FOCUS: DEPRESSION/TEEN SUICIDE
Please come and join us for the 2nd Annual NAMI Benefit Awareness Tournament. For you that don’t know, NAMI stands for the Nalional Alliance on Mental Illness. We have chosen to partner with NAMI to help shed some light and bring awareness to the struggles and stigma that can exist around Mental Health. For 2012, we are focusing on the aspects of Teenage Depressesion and Teenage Suicide.
The idea for this event was an experience that one of the owners of MSP, Jeremy McDowell had in late 2009. One of his teenagers had battled depression and was diagnosed in September of 2009. They took all the proper steps with seeking professional help and getting their teenager to counselors and psychiatrists. Jeremy’s family learned a lot about depression and found out immediately they were very uneducated about depression and mental illnesses overall because of the stigma put on mental health by the general public. Just when it appeared everything was headed in the right direction their teenager had a serious suicide attempt in March of 2010.

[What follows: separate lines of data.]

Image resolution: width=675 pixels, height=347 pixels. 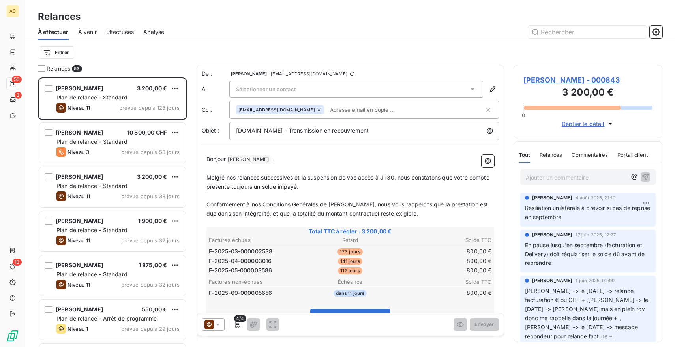 What do you see at coordinates (588, 93) in the screenshot?
I see `h3: 3 200,00 €` at bounding box center [588, 93].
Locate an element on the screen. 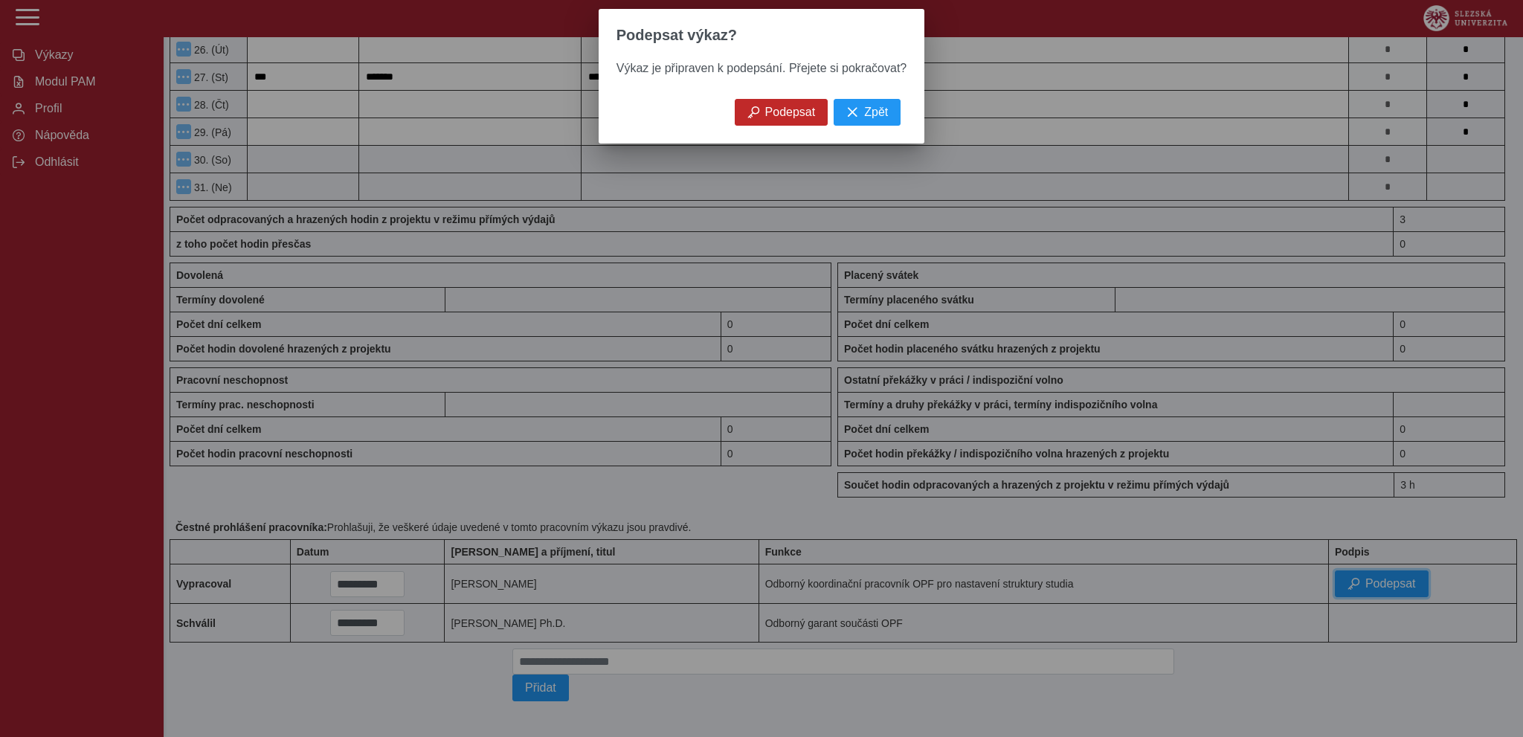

Fortunately, the teen survived the overdose attempt and is doing much better today. It is alarming to know that suicide ranks as the second leading cause of death for young people (only behind accidents). Unfortunately this has stricken the McDowell family even more as they have had to two other friends of the family that have attempted to commit suicide in the last six months.
When doing more research for this event, there were some very alarming statistics and facts regarding teen suicide:
- Every hour and 40 minutes (roughly the length of one softball game) a person under the age of 25 commits suicide.
- Black males have shown the largest increase in suicide rates among adolescents. Rates are also two to six times higher for gay and lesbian youth.
- Most adolescent suicides occur in the afternoon or early evening, in their own home.
- Four to eight percent of adolescents report an attemp within the prior 12 months; that is, within a typical high school classroom, it is likely that three students (one boy and two girls) have made a suicide attempt.
- Up to 60 percent of high school students report having thoughts of suicide.
- For every teen person who completes suicide it is estimated there are 100-200 who attempt it.
- Eighty percent of teens who killed themselves gave clues of their intentions.